Sarah looked back as if she didn’t quite understand him.

“Ghost?”

“Yes, you can see me?”

“Yes.”

Once again, the man looked over his own body, and this time, smiling wide, looked back at Sarah.

“I’m sorry,” he pointed down at the dead rabbit, “about the animal. I didn’t realize it would startle you so much. I saw it over by the bushes and, well, I thought you would want to bury it.”

She smiled as it occurred to her that of course he was more comfortable with death than she was.

“Oh, um,” she started, “yes, that probably is the thing to do. Looks like something got him.”

“Yeah,” the man said, with sorrow but acceptance in his voice, “that’s life.”

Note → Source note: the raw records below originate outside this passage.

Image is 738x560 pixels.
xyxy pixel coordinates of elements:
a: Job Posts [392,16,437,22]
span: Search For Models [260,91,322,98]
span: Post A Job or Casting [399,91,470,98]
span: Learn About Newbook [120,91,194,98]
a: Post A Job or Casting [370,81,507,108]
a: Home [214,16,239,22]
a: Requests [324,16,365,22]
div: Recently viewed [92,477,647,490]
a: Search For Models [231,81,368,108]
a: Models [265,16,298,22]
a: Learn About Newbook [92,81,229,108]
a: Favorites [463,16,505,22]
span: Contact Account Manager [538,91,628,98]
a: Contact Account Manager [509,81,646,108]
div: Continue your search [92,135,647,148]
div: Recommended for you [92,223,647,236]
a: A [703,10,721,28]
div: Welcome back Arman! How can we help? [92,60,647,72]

The man suddenly looked up at her again, his face bright.

“Sarah. I scared you.”

“Yes, you did.”

He looked at the rabbit, like he wasn’t quite sure why this would have scared her when all of his tricks hadn’t.

“Can I come in?”

Sarah opened her door widely and allowed the man through.

It wasn’t that she could see through him, but there was something about the edges of his body that didn’t quite seem to contain anything. She wanted to reach out and touch him, but thought it would be rude to try.

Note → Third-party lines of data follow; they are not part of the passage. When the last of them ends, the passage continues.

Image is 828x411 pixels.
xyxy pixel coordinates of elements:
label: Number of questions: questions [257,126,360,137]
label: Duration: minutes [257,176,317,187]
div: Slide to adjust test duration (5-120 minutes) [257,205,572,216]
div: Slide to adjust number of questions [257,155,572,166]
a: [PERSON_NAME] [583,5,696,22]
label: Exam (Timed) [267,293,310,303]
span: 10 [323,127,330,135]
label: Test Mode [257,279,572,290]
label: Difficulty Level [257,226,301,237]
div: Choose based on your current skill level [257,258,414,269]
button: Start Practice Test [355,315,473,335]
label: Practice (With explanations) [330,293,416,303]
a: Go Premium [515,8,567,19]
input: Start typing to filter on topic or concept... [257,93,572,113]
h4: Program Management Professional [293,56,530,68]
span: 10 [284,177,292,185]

“Your house. It looks the same,” the man said and smiled. “Sarah, I have to tell you. I never went on.”

“Went on?”

“To the afterworld. I…well…I’ve been floating around the world, feeling sorry for myself, which I hate to admit. I’ve often stopped by your house, just outside it anyway, to see that everything was all right. It usually is, but tonight, I saw the rabbit and thought it was a shame for it to rot in the yard…”

Sarah smiled.

“You did it. You scared me, and, ghost, now you have your form.”

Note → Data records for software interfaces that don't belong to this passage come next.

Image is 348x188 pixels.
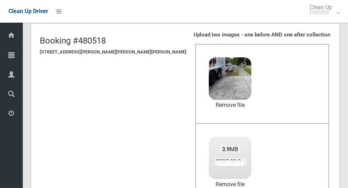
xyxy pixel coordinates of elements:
strong: 3.9 [222,146,230,153]
span: 2025-09-0209.06.26549438673116656992.jpg [213,158,336,166]
span: Clean Up [306,5,339,15]
h2: Booking #480518 [40,36,186,45]
a: Remove file [209,100,251,111]
h5: [STREET_ADDRESS][PERSON_NAME][PERSON_NAME][PERSON_NAME] [40,50,186,55]
h4: Upload two images - one before AND one after collection [193,32,331,38]
small: DRIVER [309,10,332,15]
span: Clean Up Driver [9,8,48,15]
span: MB [220,146,241,153]
a: Clean Up Driver [9,6,48,17]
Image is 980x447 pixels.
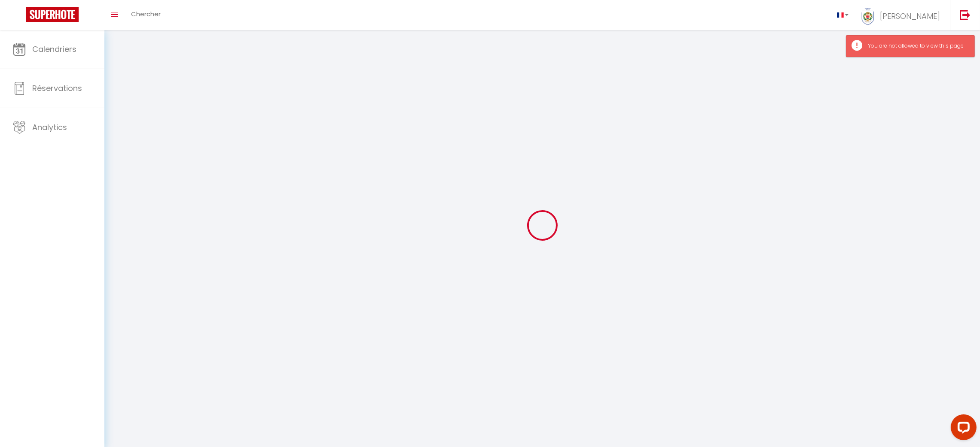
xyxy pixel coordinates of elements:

He smiled now, and for a moment looked like he couldn’t believe it. He laughed a great big laugh.

“Sarah, I did it! But I didn’t mean to. I wasn’t even trying. I had no idea…”

“So what now?” Sarah asked.

“I can go ghosting and scare people by taking different forms. How about this?”

The ghost mostly remained the man that he was, but instead of hair, he now had flowers growing out of his head.

“Uh, that’s good,” Sarah began politely, “but let me give you a tip. Go bloody.”

“Bloody?” asked the ghost and looked confused for a moment, then his face lit up. “Oh, like the rabbit?”

“Yes,” Sarah said, her stomach doing a little turn at the thought of the disemboweled rabbit on her front step.

The flowers disappeared from the ghost’s head, and the next second he had his hair back. But his head hung off to one side by a thread of flesh, revealing torn muscle and exposed bones. Blood poured down the front of his shirt.

“Like this?”

Sarah had to laugh at the fact that an almost-beheaded person was smiling so big, and despite the gore, she was immensely proud of the ghost.

“That’s it.”

The next second the ghost returned its head back onto its shoulders and removed the blood from its shirt.

“Sarah, once again you have been invaluable to me. I guess there’s nothing left to do but to start scaring people. Don’t worry, I’ll visit, and when I do, I’ll be the almost-beheaded man, so you’ll know it’s me.”

“Oh, no need for that,” Sarah began. “I’m not visited by any other ghosts, so if you just take the form you’re in now, that should suffice.”

“Oh, right. Well, I’m off!”

The ghost opened his arms and came towards her for a hug, and this time Sarah felt, if not an actual body, something with force behind it. Like hugging a balloon. A firm outer casing that held nothing but air.

The ghost smiled once more and waved as it turned the door knob and walked out the door.

Sarah had to consider the irony of a ghost using a door but figured it was just excited about its new ability to take form. She wondered if the ghost had taken the rabbit with him and walked to the door to find out.

She opened it and looked down. No such luck.

Sarah went to find her little garden spade and a pair of gloves.